To feed me during the summer, my mom would send me to school for their free summer lunch program. We never went on vacation - ever. The only time I left state was with my aunt to visit my cousins in Montana, who were attending college up there (we would drive). My parents couldn't afford insurance for either of the kids and therefore limited what we could do - my mom was deathly afraid of me climbing trees for fear of falling and breaking a bone, therefore killing them financially. We were on food stamps (before the EBT card, so, you actually used the stamps - which, to a child, was pretty embarrassing).
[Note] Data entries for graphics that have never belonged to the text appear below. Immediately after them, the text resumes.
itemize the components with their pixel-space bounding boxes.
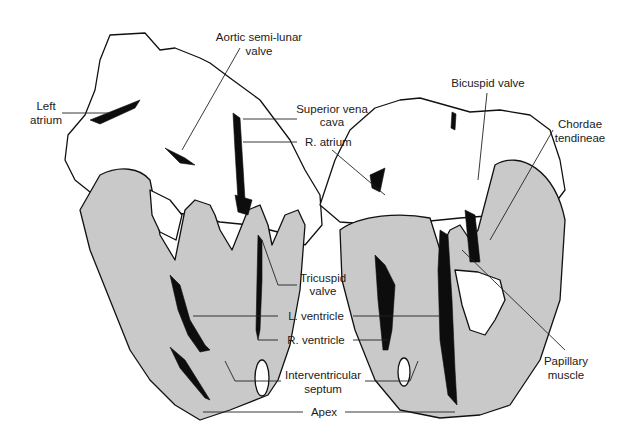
label-septum-1: Interventricular: [285, 369, 361, 381]
label-aortic-valve-2: valve: [246, 45, 273, 57]
label-svc-1: Superior vena: [296, 103, 368, 115]
label-tricuspid-1: Tricuspid: [300, 272, 346, 284]
label-r-atrium: R. atrium: [305, 136, 352, 148]
label-left-atrium-2: atrium: [30, 114, 62, 126]
septum-oval-left: [255, 360, 269, 396]
label-chordae-1: Chordae: [558, 118, 602, 130]
label-left-atrium-1: Left: [36, 100, 56, 112]
label-papillary-1: Papillary: [544, 355, 588, 367]
label-l-ventricle: L. ventricle: [288, 310, 344, 322]
label-bicuspid: Bicuspid valve: [451, 77, 525, 89]
bicuspid-dark: [451, 112, 456, 130]
label-apex: Apex: [311, 406, 337, 418]
label-papillary-2: muscle: [548, 369, 584, 381]
label-septum-2: septum: [304, 383, 342, 395]
septum-oval-right: [398, 358, 410, 386]
heart-anatomy-diagram: Left atrium Aortic semi-lunar valve Supe…: [0, 0, 641, 446]
label-svc-2: cava: [320, 116, 345, 128]
left-heart-section: [65, 33, 322, 420]
label-aortic-valve-1: Aortic semi-lunar: [216, 31, 302, 43]
label-chordae-2: tendineae: [555, 132, 606, 144]
label-tricuspid-2: valve: [310, 285, 337, 297]
label-r-ventricle: R. ventricle: [287, 334, 345, 346]
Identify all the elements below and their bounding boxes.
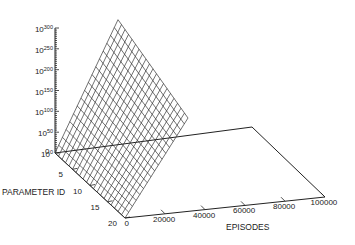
- episodes-tick-label: 40000: [193, 212, 215, 220]
- mesh-line: [122, 113, 185, 215]
- episodes-axis-title: EPISODES: [226, 223, 269, 232]
- episodes-tick: [321, 193, 325, 197]
- mesh-line: [88, 82, 158, 165]
- mesh-line: [115, 103, 178, 208]
- episodes-tick-label: 100000: [311, 199, 338, 207]
- z-tick-label: 10200: [35, 67, 53, 76]
- episodes-tick: [161, 210, 165, 214]
- episodes-tick-label: 60000: [233, 207, 255, 215]
- episodes-tick: [281, 197, 285, 201]
- param-tick-label: 10: [73, 188, 82, 196]
- z-tick-label: 10250: [35, 46, 53, 55]
- episodes-tick-label: 0: [125, 220, 129, 228]
- episodes-tick: [201, 206, 205, 210]
- z-tick-label: 1050: [38, 129, 53, 138]
- episodes-tick: [241, 201, 245, 205]
- back-right-edge: [252, 127, 325, 197]
- param-tick-label: 5: [59, 171, 63, 179]
- episodes-tick-label: 80000: [273, 203, 295, 211]
- mesh-line: [66, 34, 129, 162]
- mesh-line: [70, 122, 140, 195]
- mesh-line: [96, 67, 166, 154]
- mesh-line: [81, 98, 151, 177]
- z-tick-label: 10150: [35, 88, 53, 97]
- mesh-line: [125, 118, 188, 218]
- episodes-tick-label: 20000: [153, 216, 175, 224]
- param-tick-label: 0: [45, 148, 49, 156]
- param-tick-label: 15: [91, 204, 100, 212]
- param-axis-title: PARAMETER ID: [2, 188, 65, 197]
- param-tick-label: 20: [108, 220, 117, 228]
- z-tick-label: 10100: [35, 108, 53, 117]
- surface-plot: [0, 0, 355, 245]
- z-axis-ticks: [55, 28, 59, 153]
- z-tick-label: 10300: [35, 25, 53, 34]
- mesh-line: [118, 108, 181, 211]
Even still, as a white person, I realized, compared to my Hispanic and black friends, I had it better. You wanna know why? Because I saw it first hand. When we'd go to the store, the clerk would always eye them - not me. When the police would come to our street, they'd be extra curious as to what they were doing, often ignoring me entirely. When there was a burglary up the street from us, and witnesses said they saw kids (no ethnicity mentioned), the cops went to their homes and curiously ignored mine - even though I was their friend and certainly could have been involved (it actually turned out to be two white kids from a couple streets over).
But beyond that, I know I'm less likely to get arrested than they are and stood a far better chance of getting out of the poorhouse. That's the privilege you ignore. There are poor white people - but they're less likely to be arrested and more likely to achieve upward mobility than their black comrades.